Malaysia misinformation elections platform

Malaysia's Risk Mitigation Code Bets on Labelling and Advertiser ID — Not Takedown Mandates

Malaysia's RMC, in force June 1, leans on transparency and verification — a more proportionate model than blunt content bans, if MCMC enforces it that way.

Malaysia's Online Safety Codes, by the Numbers People of Internet Research · Malaysia RM10M Max non-compliance penalty Fine platforms face for breaching … 41,394 AI disinfo posts removed Removed by MCMC, Jan 2022 to Aug 2… 8M users Age-verification threshold Platforms above this must verify u… 16 Minimum social media age Under-16s barred from holding acco… peopleofinternet.com

Key Takeaways

On June 1, 2026, the Malaysian Communications and Multimedia Commission (MCMC) brought its Risk Mitigation Code (RMC) into force under the Online Safety Act 2025 (ONSA), alongside a parallel Child Protection Code. The RMC requires licensed platforms to label AI-generated and manipulated media, verify advertisers against government records, run periodic safety risk assessments, and upgrade their reporting and moderation systems. MCMC has described the package as the country's strongest measures yet against online scams and misinformation.

What is notable is what the RMC mostly does not do. Read carefully, it is less a censorship regime than a transparency-and-verification regime — and that distinction is the whole ballgame for whether it helps or harms Malaysia's open internet.

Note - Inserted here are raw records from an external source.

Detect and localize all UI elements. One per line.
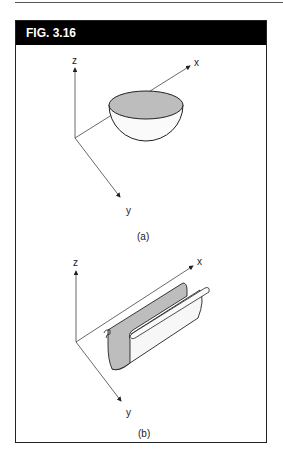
y-label-a: y xyxy=(126,205,131,216)
y-label-b: y xyxy=(126,407,131,418)
caption-b: (b) xyxy=(138,428,150,439)
y-axis-a xyxy=(75,138,120,197)
z-label-b: z xyxy=(73,257,78,268)
bowl-top xyxy=(109,91,183,119)
panel-b: z x y (b) xyxy=(73,256,209,439)
z-label-a: z xyxy=(72,55,77,66)
panel-a: z x y (a) xyxy=(72,55,199,242)
x-label-a: x xyxy=(194,57,199,68)
caption-a: (a) xyxy=(137,231,149,242)
figure-diagram: z x y (a) z x y (b) xyxy=(0,0,283,463)
x-label-b: x xyxy=(197,256,202,267)
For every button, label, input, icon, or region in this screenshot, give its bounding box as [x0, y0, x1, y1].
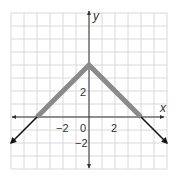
- x-axis-label: x: [159, 101, 167, 115]
- y-tick-2: 2: [80, 86, 86, 98]
- y-tick-neg2: −2: [75, 137, 88, 149]
- graph: x y −2 0 2 2 −2: [0, 0, 176, 178]
- x-tick-2: 2: [111, 122, 117, 134]
- x-tick-neg2: −2: [56, 122, 69, 134]
- origin-label: 0: [80, 122, 86, 134]
- y-axis-label: y: [92, 9, 100, 23]
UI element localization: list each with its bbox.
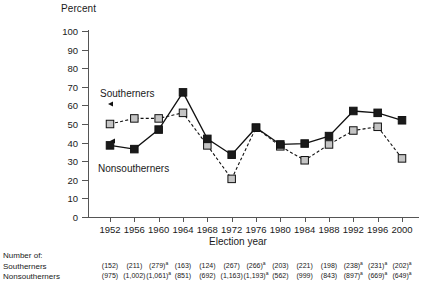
footnote-marker: a	[409, 270, 412, 276]
footnote-marker: a	[384, 270, 387, 276]
data-point-marker	[325, 132, 333, 140]
counts-cell-southerners: (279)a	[149, 262, 168, 269]
footnote-marker: a	[263, 260, 266, 266]
counts-table-title: Number of:	[3, 251, 43, 260]
data-point-marker	[106, 120, 114, 128]
data-point-marker	[374, 123, 382, 131]
counts-cell-nonsoutherners: (851)	[175, 272, 191, 279]
counts-cell-nonsoutherners: (669)a	[368, 272, 387, 279]
data-point-marker	[155, 115, 163, 123]
data-point-marker	[301, 140, 309, 148]
counts-cell-southerners: (163)	[175, 262, 191, 269]
data-point-marker	[325, 141, 333, 149]
counts-cell-southerners: (202)a	[392, 262, 411, 269]
counts-cell-southerners: (198)	[321, 262, 337, 269]
counts-cell-nonsoutherners: (649)a	[392, 272, 411, 279]
counts-cell-southerners: (238)a	[344, 262, 363, 269]
data-point-marker	[155, 126, 163, 134]
data-point-marker	[131, 145, 139, 153]
counts-cell-southerners: (211)	[126, 262, 142, 269]
data-point-marker	[350, 107, 358, 115]
counts-cell-southerners: (267)	[223, 262, 239, 269]
counts-cell-southerners: (124)	[199, 262, 215, 269]
data-point-marker	[277, 141, 285, 149]
counts-cell-southerners: (266)a	[246, 262, 265, 269]
annotation-arrow-southerners	[108, 101, 113, 106]
footnote-marker: a	[360, 260, 363, 266]
counts-cell-nonsoutherners: (843)	[321, 272, 337, 279]
data-point-marker	[131, 115, 139, 123]
data-point-marker	[398, 155, 406, 163]
footnote-marker: a	[409, 260, 412, 266]
counts-cell-nonsoutherners: (1,163)	[221, 272, 243, 279]
data-point-marker	[106, 142, 114, 150]
data-point-marker	[228, 151, 236, 159]
counts-row-label-nonsoutherners: Nonsoutherners	[3, 272, 60, 281]
counts-cell-nonsoutherners: (999)	[296, 272, 312, 279]
data-point-marker	[204, 135, 212, 143]
chart-figure: Percent 1009080706050403020100 195219561…	[0, 0, 426, 287]
counts-cell-southerners: (231)a	[368, 262, 387, 269]
footnote-marker: a	[165, 260, 168, 266]
footnote-marker: a	[266, 270, 269, 276]
data-point-marker	[350, 127, 358, 135]
counts-cell-nonsoutherners: (1,061)a	[146, 272, 171, 279]
counts-cell-southerners: (152)	[102, 262, 118, 269]
counts-cell-nonsoutherners: (562)	[272, 272, 288, 279]
data-point-marker	[252, 124, 260, 132]
footnote-marker: a	[384, 260, 387, 266]
data-point-marker	[374, 109, 382, 117]
counts-cell-nonsoutherners: (975)	[102, 272, 118, 279]
data-point-marker	[398, 117, 406, 125]
data-point-marker	[301, 157, 309, 165]
footnote-marker: a	[168, 270, 171, 276]
counts-cell-southerners: (203)	[272, 262, 288, 269]
data-point-marker	[179, 109, 187, 117]
footnote-marker: a	[360, 270, 363, 276]
counts-cell-nonsoutherners: (692)	[199, 272, 215, 279]
x-axis-title-text: Election year	[209, 236, 267, 247]
counts-table: Number of: Southerners Nonsoutherners (1…	[0, 251, 426, 287]
series-label-southerners: Southerners	[100, 88, 154, 99]
counts-cell-southerners: (221)	[296, 262, 312, 269]
data-point-marker	[228, 175, 236, 183]
counts-cell-nonsoutherners: (897)a	[344, 272, 363, 279]
series-label-nonsoutherners: Nonsoutherners	[98, 163, 169, 174]
x-axis-title: Election year	[0, 236, 426, 247]
data-point-marker	[179, 89, 187, 97]
counts-row-label-southerners: Southerners	[3, 262, 47, 271]
counts-cell-nonsoutherners: (1,193)a	[244, 272, 269, 279]
counts-cell-nonsoutherners: (1,002)	[123, 272, 145, 279]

The strongest case for acting

The regulator's case is genuinely strong, and worth stating plainly before contesting any of it. Malaysians are drowning in platform-borne fraud. MCMC reported removing 41,394 AI-generated disinformation posts between January 2022 and August 2023, including over a thousand deepfake investment-scam posts impersonating public figures. Scams now ride on the same trusted apps people use for banking, messaging and maps — a dynamic Rest of World documented across South Asia in June 2026. When a deepfake of a finance minister endorses a fake crypto fund, the harm is concrete, the victims are real, and "platform discretion" has demonstrably failed to contain it. A government elected to protect its citizens has a legitimate interest in forcing platforms to internalise costs they have spent years externalising.

The RMC's design reflects that the smarter instinct is to regulate process, not speech. Rather than handing MCMC a list of banned posts, it obliges providers to conduct detailed, regularly updated risk assessments of how their features, algorithms and recommendation systems expose users — children especially — to harm, and to keep written records of them. This is systemic-risk regulation in the mould of the EU's Digital Services Act: the state audits the safety machinery, not the individual message.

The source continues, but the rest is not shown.